The International Monetary Fund said Greece had made “exceptional” progress in stabilizing its economy and remains on course to emerge from a near six-year recession in 2014, despite missing targets for privatization and axing state jobs, The Associated Press reports.
In a 207-page report published Wednesday, the Washington D.C.-based institution also cautioned that Greece needs to make major structural reforms so its economy can grow in the long-term.
Greece’s coalition government is struggling to meet staff reduction targets in the large public sector, and is due to announce details later Wednesday, July 31, of its plan to suspend up to 25,000 employees on reduced pay by the end of the year. Though some will then be transferred, the government admitted that some won’t find a new job and will be fired.
The country has been surviving on rescue loans from the IMF and other eurozone countries since 2010, when it lost access to long-term debt markets. Austerity measures demanded in return for the 240 billion euro ($319 billion) bailout program have hammered the economy and seen unemployment surge to 27 percent. Greece’s annual economic output is around a fifth smaller than when it entered recession in 2008.
“The fiscal adjustment remains exceptional by any international standard,” the IMF said.
The IMF described the country’s privatization program as being “painfully slow” and expressed concern that mass staff transfers and firings planned in the public sector may not have the desired effect.
“The (IMF) is concerned that the focus is shifting significantly away from ensuring the exit of redundant and unqualified staff to relocation of such staff within the public sector,” it said.
Poul Thomsen, the IMF’s mission chief in Greece, said he was confident the recession would end soon and that eurozone countries would make good on their pledge to provide Greece with additional debt relief after Athens balances its state budget.
“I have no doubt we will see a bottoming out of recession next year, early next year. I am still confident,” Thomsen said.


- [EXERCISE GOAL]: Give back every record that follows, exactly as written.

(Extracts from a graphics dataset)
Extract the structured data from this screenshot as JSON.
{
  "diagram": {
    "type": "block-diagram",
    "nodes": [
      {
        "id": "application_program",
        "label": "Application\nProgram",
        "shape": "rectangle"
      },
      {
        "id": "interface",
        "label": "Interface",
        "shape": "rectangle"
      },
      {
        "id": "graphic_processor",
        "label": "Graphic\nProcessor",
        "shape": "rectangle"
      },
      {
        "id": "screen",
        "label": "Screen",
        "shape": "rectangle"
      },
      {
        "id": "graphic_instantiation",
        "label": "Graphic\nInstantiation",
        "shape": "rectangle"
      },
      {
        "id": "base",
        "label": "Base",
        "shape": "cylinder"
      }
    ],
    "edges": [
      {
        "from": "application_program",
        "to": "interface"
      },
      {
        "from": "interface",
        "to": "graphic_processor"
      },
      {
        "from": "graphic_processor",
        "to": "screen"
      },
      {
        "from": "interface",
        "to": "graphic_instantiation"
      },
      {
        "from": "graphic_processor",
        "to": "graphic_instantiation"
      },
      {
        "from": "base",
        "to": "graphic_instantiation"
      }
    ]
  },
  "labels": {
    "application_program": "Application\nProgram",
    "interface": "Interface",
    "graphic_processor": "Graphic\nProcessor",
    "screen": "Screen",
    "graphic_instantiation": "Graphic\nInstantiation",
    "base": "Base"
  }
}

- [EXERCISE RESPONSE]:
Extract the structured data from this screenshot as JSON.
{
  "diagram": {
    "type": "block-diagram",
    "nodes": [
      {
        "id": "application_program",
        "label": "Application\nProgram",
        "shape": "rectangle"
      },
      {
        "id": "interface",
        "label": "Interface",
        "shape": "rectangle"
      },
      {
        "id": "graphic_processor",
        "label": "Graphic\nProcessor",
        "shape": "rectangle"
      },
      {
        "id": "screen",
        "label": "Screen",
        "shape": "rectangle"
      },
      {
        "id": "graphic_instantiation",
        "label": "Graphic\nInstantiation",
        "shape": "rectangle"
      },
      {
        "id": "base",
        "label": "Base",
        "shape": "cylinder"
      }
    ],
    "edges": [
      {
        "from": "application_program",
        "to": "interface"
      },
      {
        "from": "interface",
        "to": "graphic_processor"
      },
      {
        "from": "graphic_processor",
        "to": "screen"
      },
      {
        "from": "interface",
        "to": "graphic_instantiation"
      },
      {
        "from": "graphic_processor",
        "to": "graphic_instantiation"
      },
      {
        "from": "base",
        "to": "graphic_instantiation"
      }
    ]
  },
  "labels": {
    "application_program": "Application\nProgram",
    "interface": "Interface",
    "graphic_processor": "Graphic\nProcessor",
    "screen": "Screen",
    "graphic_instantiation": "Graphic\nInstantiation",
    "base": "Base"
  }
}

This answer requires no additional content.